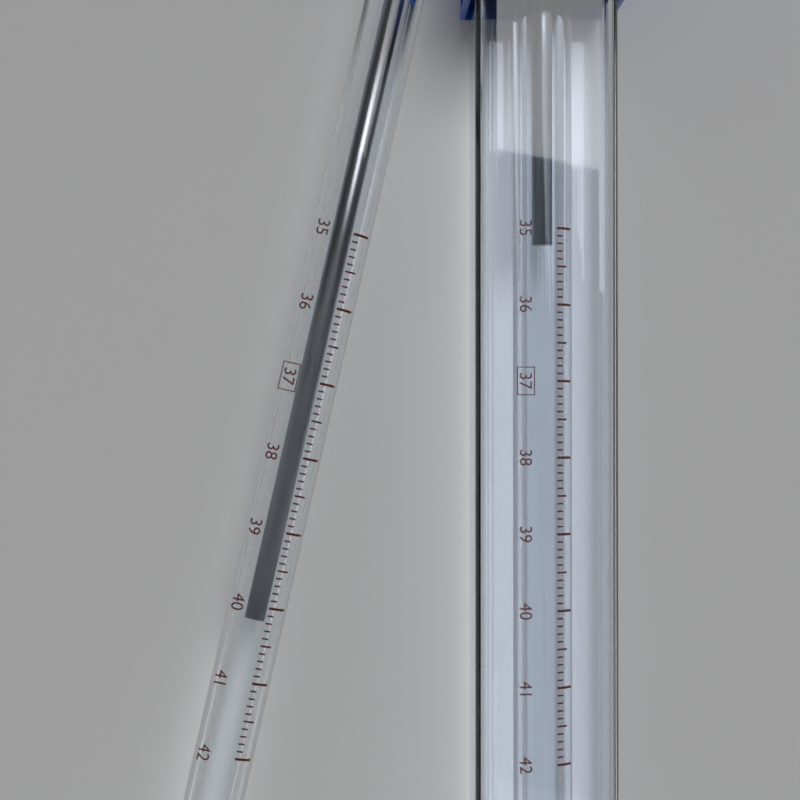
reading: 40.2 °C
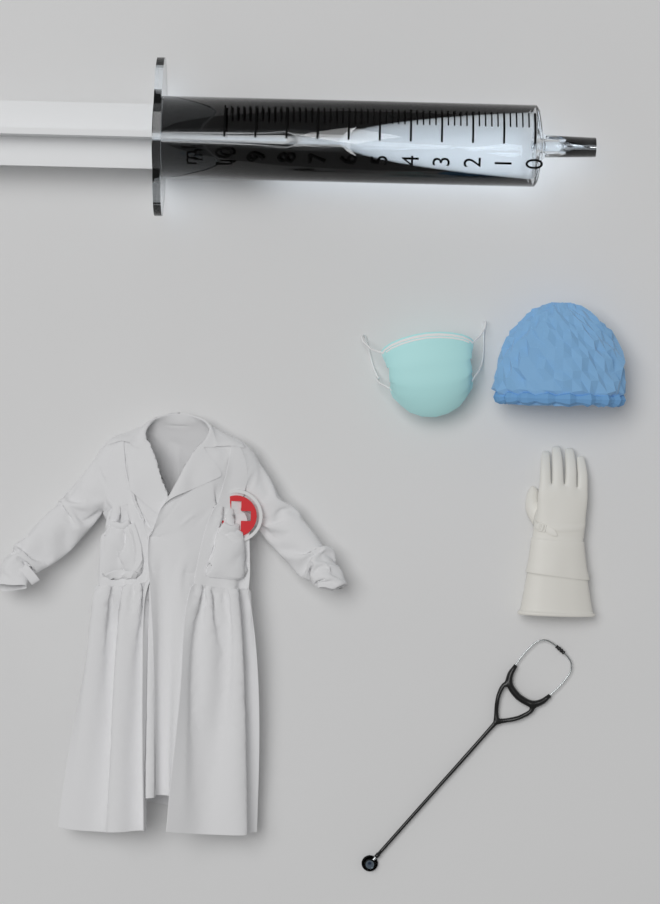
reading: 9.4 ml
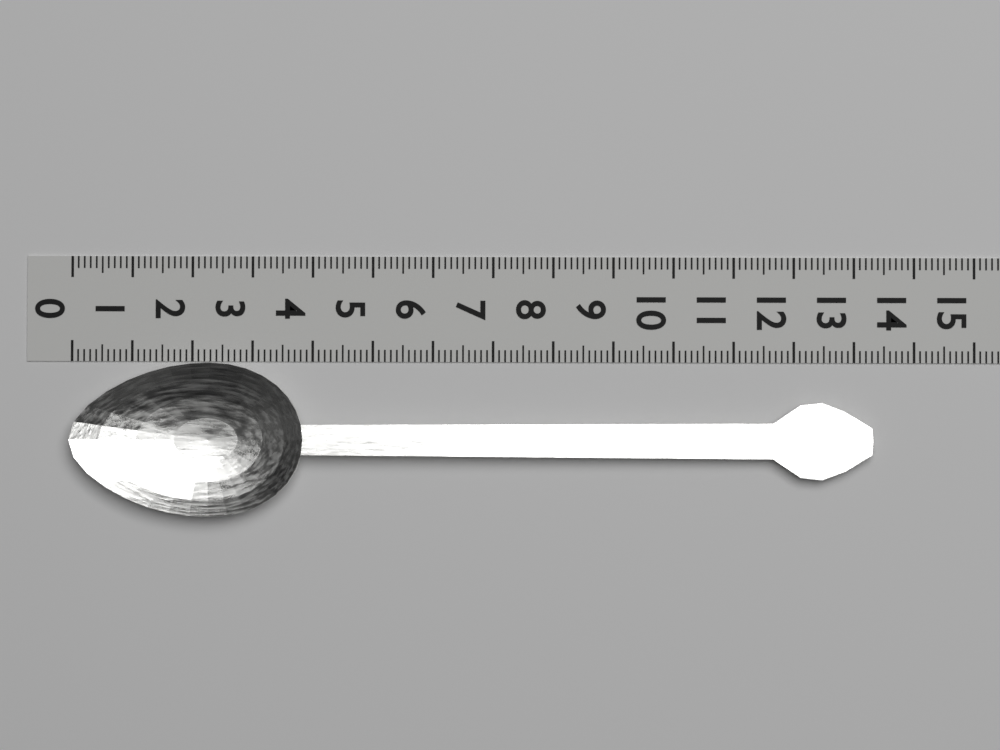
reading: 13.3 (no unit)
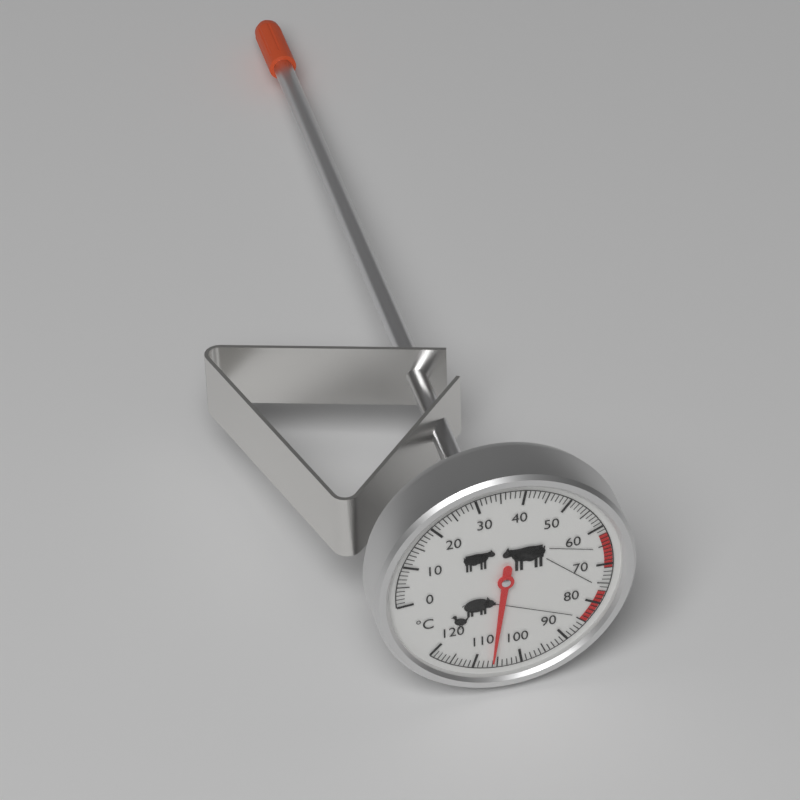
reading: 106 °C
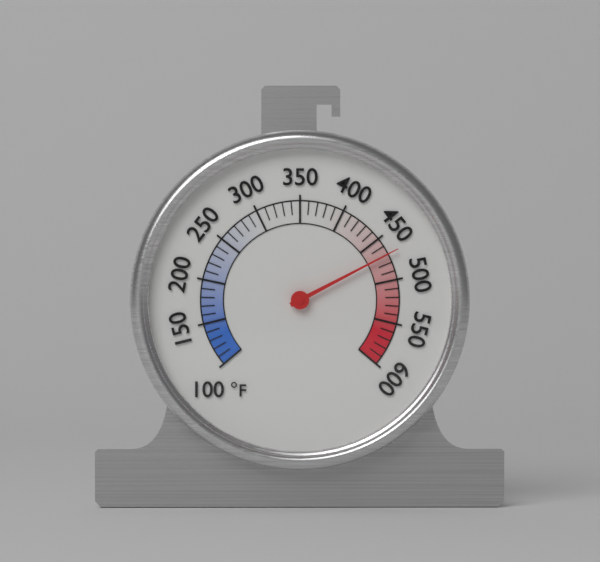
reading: 470 °F
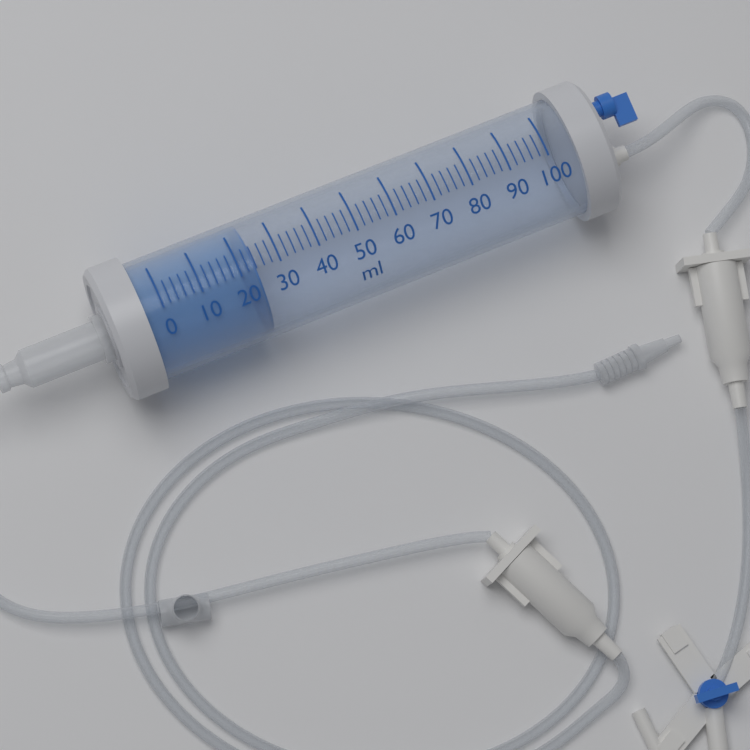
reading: 24 ml
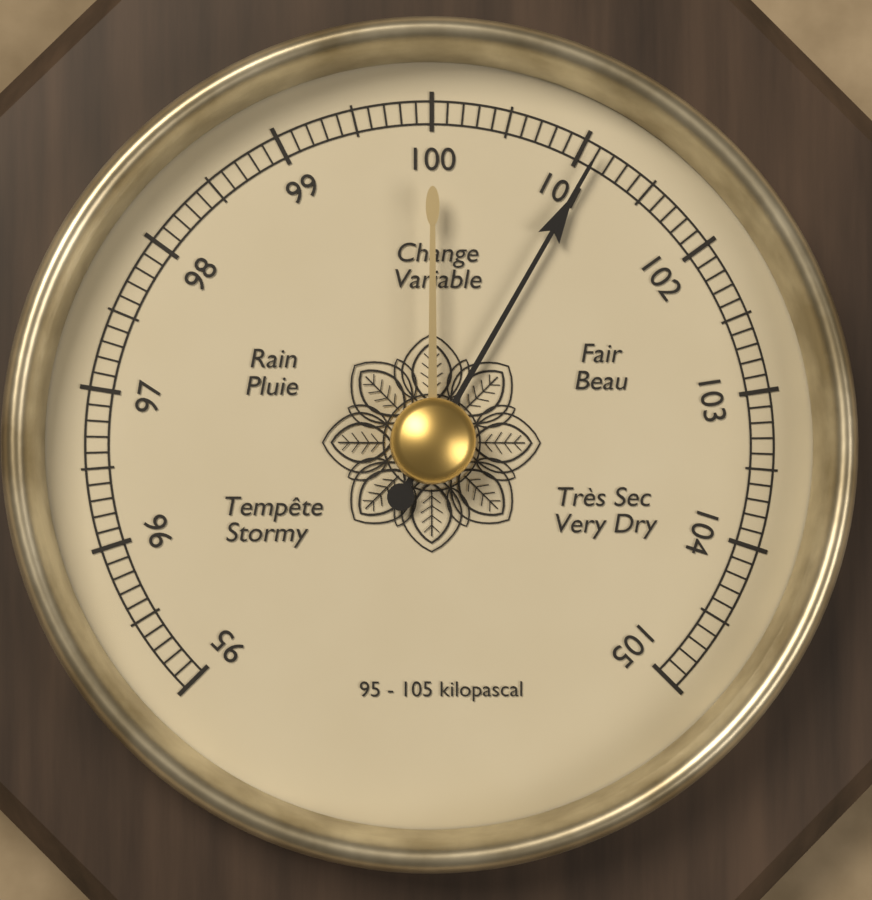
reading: 101.1 kPa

___

Print every record above exactly as written, leaving out the pictures.

Task solution
reading: 40.2 °C
reading: 9.4 ml
reading: 13.3 (no unit)
reading: 106 °C
reading: 470 °F
reading: 24 ml
reading: 101.1 kPa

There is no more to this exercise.